One other point - in your violin examples, yes, those overtones are of course part of what make differences in timbre. However, each individual one is indeed indistinguishable from the others to the ears of at least 99.9% of humans. It is not possible to tell which of those overtones are the ones that are different, in your example of two different playings of the same note on the same instrument. If I played the same note twice, at the same volume, on my horn, you would not be able to tell me which individual overtones were affected and how, and this is doing you the credit that you would be able to hear the difference in the timbre between the two at all - a great many audiophiles would not, especially if I tried to the best of my ability to make them exactly the same. And in the same case, it would have to be a VERY bad recording/system indeed that would distort them so much so that most people could hear it. These sorts of differences are MUCH more audible live and at very close range than they are on a recording.

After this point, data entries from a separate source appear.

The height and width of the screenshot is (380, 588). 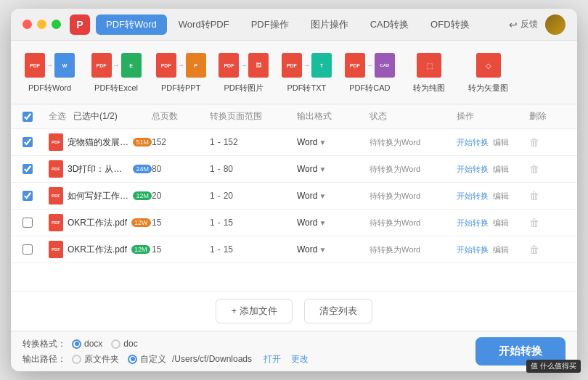 I want to click on table-row: PDF OKR工作法.pdf 12M 15 1 - 15 Word ▼ 待转换为…, so click(x=294, y=249).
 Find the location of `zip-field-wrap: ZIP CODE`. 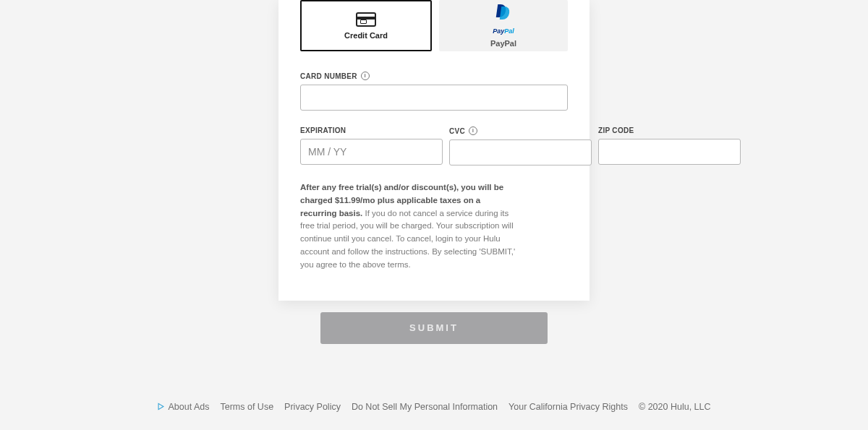

zip-field-wrap: ZIP CODE is located at coordinates (670, 146).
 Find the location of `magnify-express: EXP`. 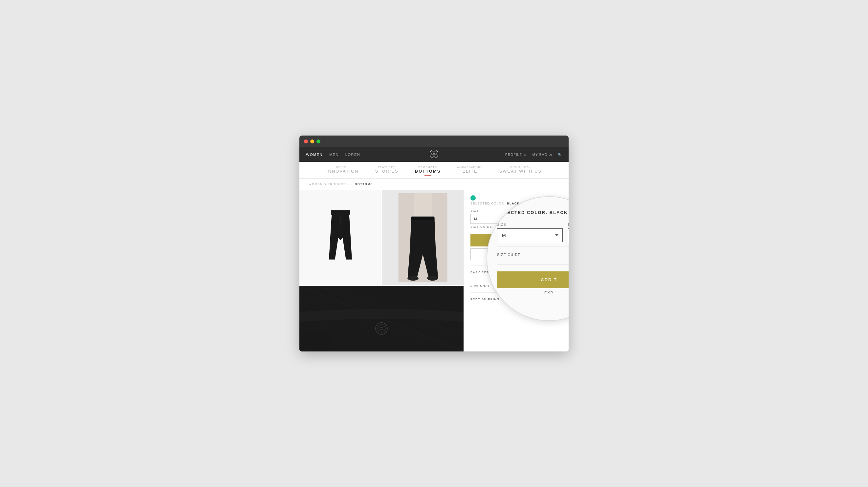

One other point - in your violin examples, yes, those overtones are of course part of what make differences in timbre. However, each individual one is indeed indistinguishable from the others to the ears of at least 99.9% of humans. It is not possible to tell which of those overtones are the ones that are different, in your example of two different playings of the same note on the same instrument. If I played the same note twice, at the same volume, on my horn, you would not be able to tell me which individual overtones were affected and how, and this is doing you the credit that you would be able to hear the difference in the timbre between the two at all - a great many audiophiles would not, especially if I tried to the best of my ability to make them exactly the same. And in the same case, it would have to be a VERY bad recording/system indeed that would distort them so much so that most people could hear it. These sorts of differences are MUCH more audible live and at very close range than they are on a recording.